In 2008, with Co already informally considered one of the foremost experts in his field, University of the Philippines Diliman named him the last graduate of the BS degree in Botany;[5] some time in the decades since Co's enrollment, the course had been merged with the bachelor's degree in Zoology to form the Biology program. This unorthodox academic path also earned Co another distinction in the annals of UP: Co submitted his book on the medicinal plants of the Cordilleras in lieu of a thesis, making him the only student to graduate from the BS Botany degree without submitting a thesis.[4]
Co worked as a museum researcher at the University of the Philippines Institute of Biology, and as a senior botanist at the Conservation International-Philippines.
Leonard Co was the founding president of the Philippine Native Plants Conservation Society.[2] He is credited for discovering eight new species of plants.[6] Aside from these, two species of Philippine endemic plants have been named in his honor: the Mycaranthes leonardi orchid[6] and the Rafflesia leonardi, a parasitic plant species of the genus Rafflesia endemic to the Philippines and known for bearing the third largest flower in the world.[6]
Co curated a checklist called Digital Flora, an online guide that lists more than 10,000 species of plants that indigenous to the Philippines. Since Co's death, the list has been maintained by colleagues Julie Barcelona, Pieter Pelser, and Daniel Nickrent.[7]
A year before his death, Co also documented the flora of the Bataan National Park, coming up with a catalog that lists 160 unique plant species, essential for guiding reforestation efforts on the 23,668-hectare park centered around Mount Natib.[8]
Co, forester Sofronio Cortez, and farmer Julius Borromeo, were working on a biodiversity project under the auspices of the Energy Development Corporation when they were killed in an incident involving nine members of the 19th Infantry Battalion of the Armed Forces of the Philippines' 8th Infantry Division in the forests of Kananga, Leyte, on November 15, 2010.[9] He and the group were examining a tree when the shooting began, and three bullets hit Co; resulting in death within 20 minutes. He was 56.[10]
Members of the army unit claimed that Co's group had been caught in the crossfire in a fight between their unit and the New People's Army,[11] [12] but this claim was challenged by numerous investigating groups, including the Philippine National Police[13] and the Philippines' Commission on Human Rights.[14] The Department of Justice eventually filed charges against the soldiers involved, and the case is currently in the courts.[15]
During his wake, Co was conferred the rare honor of having his coffin briefly displayed in front of the University of the Philippines Diliman's copy of the UP Oblation - the iconic symbol of the University of the Philippines.

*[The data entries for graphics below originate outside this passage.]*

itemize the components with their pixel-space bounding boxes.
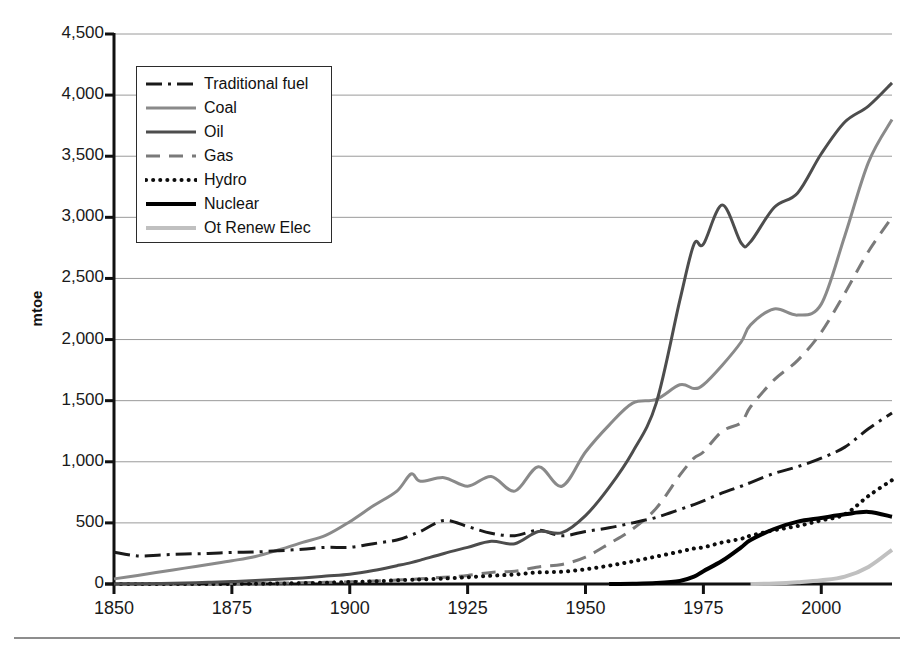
legend-label: Ot Renew Elec (204, 220, 311, 236)
legend-item: Coal (137, 96, 331, 120)
series-line-ot_renew_elec (751, 550, 892, 584)
legend-item: Oil (137, 120, 331, 144)
legend-item: Hydro (137, 168, 331, 192)
legend-swatch-solid-line (145, 125, 197, 139)
chart-legend: Traditional fuelCoalOilGasHydroNuclearOt… (136, 66, 332, 243)
legend-swatch-dashed-line (145, 149, 197, 163)
legend-label: Gas (204, 148, 233, 164)
legend-swatch-solid-line (145, 101, 197, 115)
footer-rule (14, 637, 900, 639)
legend-label: Oil (204, 124, 224, 140)
series-line-hydro (114, 480, 892, 584)
legend-swatch-dotted-line (145, 173, 197, 187)
chart-figure: mtoe 05001,0001,5002,0002,5003,0003,5004… (0, 0, 913, 648)
legend-item: Traditional fuel (137, 72, 331, 96)
legend-item: Ot Renew Elec (137, 216, 331, 240)
legend-label: Nuclear (204, 196, 259, 212)
legend-item: Nuclear (137, 192, 331, 216)
legend-label: Traditional fuel (204, 76, 308, 92)
legend-label: Hydro (204, 172, 247, 188)
legend-swatch-dash-dot-line (145, 77, 197, 91)
legend-swatch-solid-line (145, 221, 197, 235)
legend-swatch-solid-line (145, 197, 197, 211)
legend-label: Coal (204, 100, 237, 116)
legend-item: Gas (137, 144, 331, 168)
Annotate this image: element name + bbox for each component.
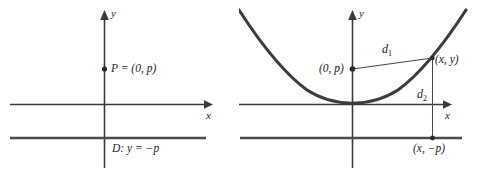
distance-d2-label: d2 — [417, 88, 427, 103]
distance-d1-segment — [353, 58, 433, 69]
curve-point-label: (x, y) — [435, 54, 459, 66]
distance-d2-subscript: 2 — [423, 94, 427, 103]
right-x-axis-label: x — [445, 110, 450, 121]
parabola-figure: x y P = (0, p) D: y = −p — [0, 0, 478, 178]
left-panel: x y P = (0, p) D: y = −p — [0, 0, 239, 178]
distance-d1-subscript: 1 — [388, 49, 392, 58]
right-y-axis-label: y — [359, 8, 364, 19]
right-panel: x y (0, p) (x, y) (x, −p) d1 d2 — [239, 0, 478, 178]
left-focus-point — [102, 66, 107, 71]
left-x-axis — [10, 100, 213, 109]
distance-d1-label: d1 — [382, 43, 392, 58]
foot-point-label: (x, −p) — [413, 143, 445, 155]
right-y-axis — [348, 10, 357, 168]
left-x-axis-label: x — [206, 110, 211, 121]
left-focus-point-label: P = (0, p) — [111, 63, 156, 75]
right-focus-point — [350, 66, 356, 72]
left-y-axis — [100, 10, 109, 168]
left-y-axis-label: y — [111, 8, 116, 19]
right-focus-label: (0, p) — [319, 63, 344, 75]
left-directrix-label: D: y = −p — [112, 143, 159, 155]
foot-point — [430, 136, 435, 141]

In accordance to his wishes, a third of his ashes was scattered in the 16-hectare forest dynamics plot he built and worked on in Palanan, Isabela, up in the Sierra Madre Mountains.[16] Another third was given to the UP Institute of Biology and scattered under one of UP's trees, to symbolize that Co would always be a part of the university. The last third of his ashes was given to his family.
On May 2, 2011, Co was posthumously conferred the National Academy of Science and Technology's Hugh Greenwood Environmental Award for his contribution in profiling forest biodiversity.[17]
On Co's death anniversary on November 15, 2023, the Leonard Co Ethnobotanical Garden was inaugurated at the Northwestern University to honor Co's contribution to Philippine botany.[18]